Tuesday, July 29, 2008

Ospreys

An excerpt from an article I wrote several years ago:

Although I haven't fished for years [that part is outdated], I did a lot growing up, mostly with my grandfather, and always in the company of ospreys. They are everywhere in the Chesapeake Bay country; on the bay's dozens of tributary creeks and rivers, a nest is almost always in sight. But I associate ospreys especially with the Pocomoke River on Maryland's Eastern Shore, where as a 5-year-old I caught my first fish, a middling-sized yellow perch.

The Pocomoke is a tidal river, its flow reversing daily with the pull of the moon. Its banks are forested with oak, sweetgum, and poplar, and when the trees shed and the leaves fall in, they stay in, drifting downstream and then back upstream—millions of leaves slowly decaying, staining the river a deep tannic brown, like an enormous cup of strong tea. The whole system is incredibly fertile, organic—sensuous—and the river teems with fish. Naturally, the river's bounty draws ospreys to soar overhead, occasionally pausing to hover on rapidly beating wings until they fold and plummet into the tea with outstretched talons.

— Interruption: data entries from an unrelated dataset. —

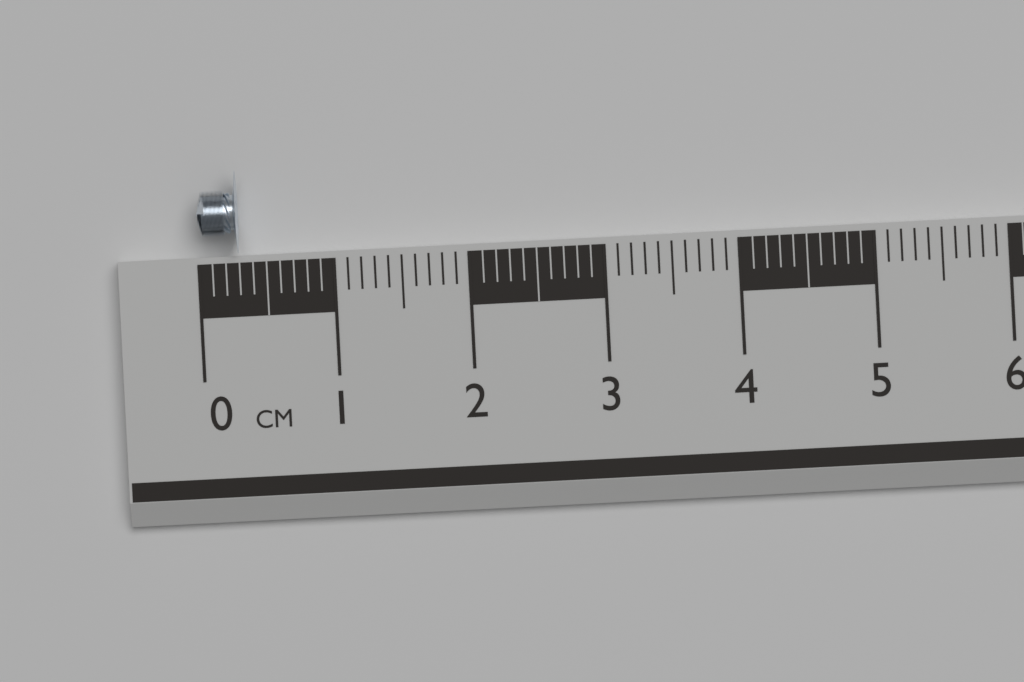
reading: 0.3 cm
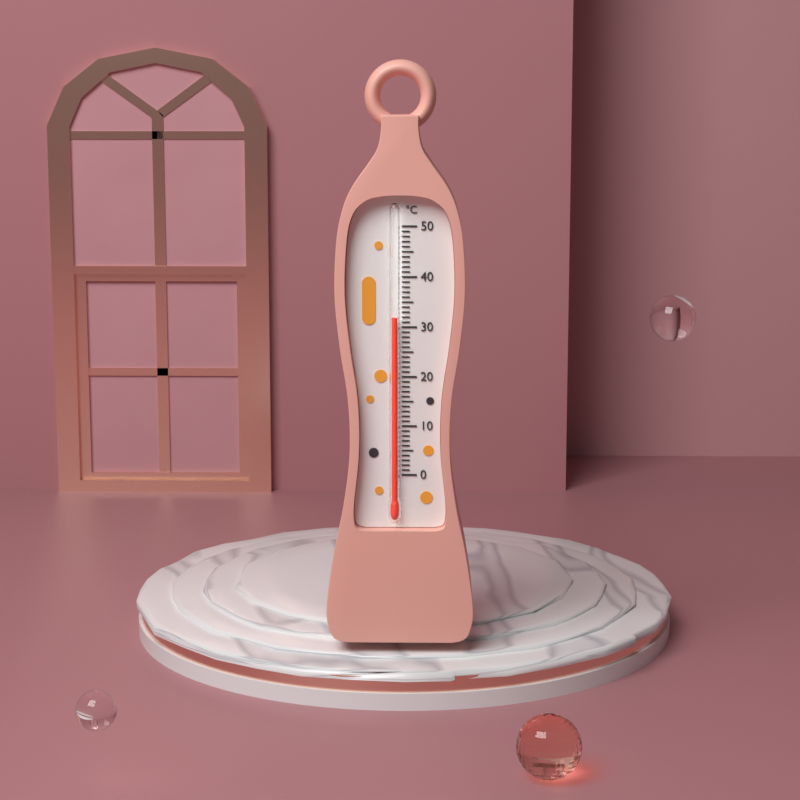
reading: 32 °C
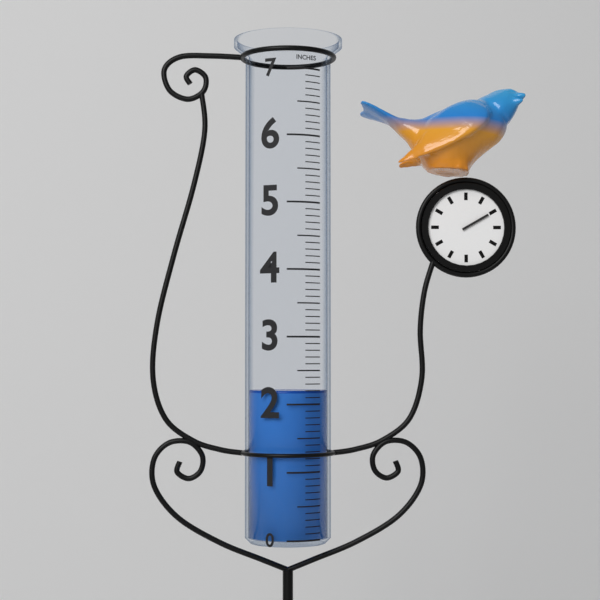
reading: 2.2 in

Like the Nanticoke Indians who fished the river with us, and long before us, Pappy and I saw the fish hawks not as competitors but as teachers. Their example inspired, and hopefully elevated, our fishing; they made us truly appreciate each fish we landed, not just for its size but for its being. The ospreys are the undisputed masters of the river, and anyway they were there first, long before even the Nanticokes.

—from "The Presence of Greatness"


I was fortunate to grow up where I did; the Chesapeake Bay area was a refugium for ospreys in the 1960s and '70s, maintaining decent numbers even when populations elsewhere were crashing due to the effects of DDT and other organochlorine pesticides. Their numbers are even higher now, and they are easy to observe due to their fairly confiding habits. Not many raptors will nest in the open, just yards from human activity, but for years there was (there may still be) a pair of ospreys nesting on pilings immediately adjacent to a river ferry on the Eastern Shore—not tall pilings, either, but approximately eye-level to a car driving onto the ferry.

(Imagine my joy when Major League Lacrosse started up eight years ago with the Baltimore Bayhawks as one of its founding teams: My favorite sport, with my hometown team named after one of my favorite birds. Alas, as George Harrison noted, all things must pass... The Bayhawks are in Washington now, but I'm still a fan.)


Here in Nebraska, osprey sightings are more noteworthy. I usually see just one or two each spring and fall; the one I remember best was a few Septembers ago at Karl Linderholm's house. We were loading his Harris' hawk into the truck for an early-season hunt when an osprey flew low overhead carrying a fish in its talons: "packing a lunch", as the saying goes at hawkwatches.

The current issue of NEBRASKAland magazine features an osprey article by Bob Grier, which includes preliminary notes on a nest near Scottsbluff. The only fault with the online version is that the photos are rather small; the shot of the bird carrying the rainbow trout looks much more impressive on the magazine's cover.